Filtering “stop-words”

As you could find, a lot of the most common unigrams, bigrams, or trigrams are pairs of uninteresting words, such as “the”, “and”, “to”, “of”, what we call “stop-words”. We would like to remove them and show you the new results.

library(tidyr)
data("stop_words")
gram_1_filtered <- gram_1 %>%
              filter(!word %in% stop_words$word)

gram_2_filtered <- gram_2 %>%
              separate(word, into = c("word1", "word2"), sep = " ") %>%
              filter(!word1 %in% stop_words$word) %>%
              filter(!word2 %in% stop_words$word) %>%
              unite(word, c(word1, word2), sep = " ")
gram_3_filtered <- gram_3 %>%
              separate(word, into = c("word1", "word2", "word3"), sep = " ") %>%
              filter(!word1 %in% stop_words$word) %>%
              filter(!word2 %in% stop_words$word) %>%
              filter(!word3 %in% stop_words$word) %>%
              unite(word, c(word1, word2, word3), sep = " ")

ngb1_filtered <- gbar2(gram_1_filtered, "Unigrams")
ngb2_filtered <- gbar2(gram_2_filtered, "Bigrams")
ngb3_filtered <- gbar2(gram_3_filtered, "Trigrams")

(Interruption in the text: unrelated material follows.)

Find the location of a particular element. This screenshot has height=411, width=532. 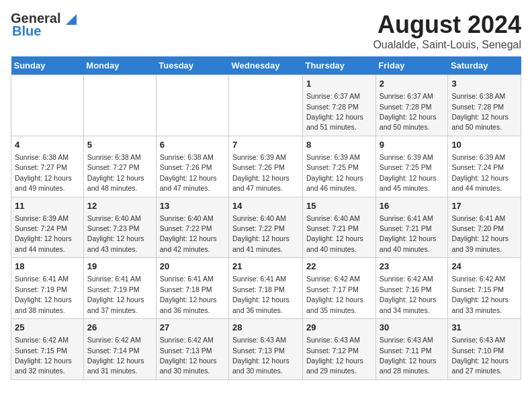

calendar-cell: 11Sunrise: 6:39 AM Sunset: 7:24 PM Dayli… is located at coordinates (48, 227).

grid.arrange(ngb1_filtered, ngb2_filtered, ngb3_filtered, nrow = 1, top = "Top ten most common n-grams excluding stop-words")

Summary and Outlook

  1. We have counted the lines and words in the course data sets.
  2. The data sets are too large so that we have only taken 1% of them in the sample data.
  3. We have showed the top 10 most commonly used unigrams, bigrams, or trigrams (including/excluding stop-words) in the sample data sets
  4. The frequencies of n-grams getting from the sample and machine leaning technology would be used to create a prediction algorithm and Shiny app.